I have a problem in my Kubernetes cluster, that suddendly appeared two weeks ago. The ClusterRoles I create are not visible when RBAC for a given ServiceAccount are resolved. Here is a minimal set to reproduce the problem.
Create relevant ClusterRole, ClusterRoleBinding and a ServiceAccount in the default
namespace to have the rights to see Endpoints with this SA.
# test.yaml
apiVersion: v1
kind: ServiceAccount
metadata:
name: test-sa
namespace: default
---
apiVersion: rbac.authorization.k8s.io/v1
kind: ClusterRole
metadata:
name: test-cr
rules:
- apiGroups: [""]
resources: ["endpoints"]
verbs: ["get", "list", "watch"]
---
apiVersion: rbac.authorization.k8s.io/v1
kind: ClusterRoleBinding
metadata:
name: test-crb
roleRef:
apiGroup: rbac.authorization.k8s.io
kind: ClusterRole
name: test-cr
subjects:
- kind: ServiceAccount
name: test-sa
namespace: default
$ kubectl apply -f test.yaml
serviceaccount/test-sa created
clusterrole.rbac.authorization.k8s.io/test-cr created
clusterrolebinding.rbac.authorization.k8s.io/test-crb created
All objects, in particular the ClusterRole, are visible if requested directly.
$ kubectl get serviceaccount test-sa
NAME SECRETS AGE
test-sa 1 57s
$ kubectl get clusterrolebinding test-crb
NAME AGE
test-crb 115s
$ kubectl get clusterrole test-cr
NAME AGE
test-cr 2m19s
However, when I try to resolve the effective rights for this ServiceAccount, here the error I get back:
$ kubectl auth can-i get endpoints --as=system:serviceaccount:default:test-sa
no - RBAC: clusterrole.rbac.authorization.k8s.io "test-cr" not found
The RBAC rules created before the breakage are working properly.
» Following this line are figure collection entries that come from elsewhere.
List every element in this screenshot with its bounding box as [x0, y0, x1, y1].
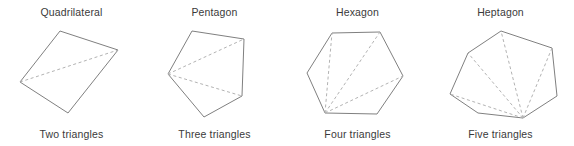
hexagon-title: Hexagon — [286, 6, 429, 19]
panel-hexagon: Hexagon Four triangles — [286, 0, 429, 146]
panel-quadrilateral: Quadrilateral Two triangles — [0, 0, 143, 146]
quadrilateral-caption: Two triangles — [0, 128, 143, 141]
panel-heptagon: Heptagon Five triangles — [429, 0, 572, 146]
polygon-triangulation-figure: Quadrilateral Two triangles Pentagon Thr… — [0, 0, 574, 146]
pentagon-title: Pentagon — [143, 6, 286, 19]
pentagon-caption: Three triangles — [143, 128, 286, 141]
hexagon-caption: Four triangles — [286, 128, 429, 141]
heptagon-caption: Five triangles — [429, 128, 572, 141]
panel-pentagon: Pentagon Three triangles — [143, 0, 286, 146]
quadrilateral-title: Quadrilateral — [0, 6, 143, 19]
heptagon-title: Heptagon — [429, 6, 572, 19]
For instance, here for the ServiceAccount of my etcd-operator that I deployed with Helm several months ago:
$ kubectl auth can-i get endpoints --as=system:serviceaccount:etcd:etcd-etcd-operator-etcd-operator
yes
The version of Kubernetes in this cluster is the 1.17.0-0
.
I am also seeing very slow deployements lately of new Pods, that can take up to 5 mins to start to be deployed after they have been created by a StatefulSet or a Deployment, if this can help.
Do you have any insight of what is going on, or even what I could do about it? Please note that my Kubernetes cluster is managed, so I do not have any control on the underlying system, I just have the cluster-admin
privileges as a customer. But it would greatly help anyway if I could give any direction to the administrators.
Thanks in advance!
Thanks a lot for your answers!
It turned out that we will certainly never have the final world about what happen. The cluster provider just restarted the kube-apiserver, and this fixed the issue.
I suppose that something went wrong like caching or other transient failures, that can not be defined as a reproductible error.
To give a little more data for a future reader, the error occured on a Kubernetes cluster managed by OVH, and their specificity is to run the control plane itself as pods deployed in a master Kubernetes cluster on their side.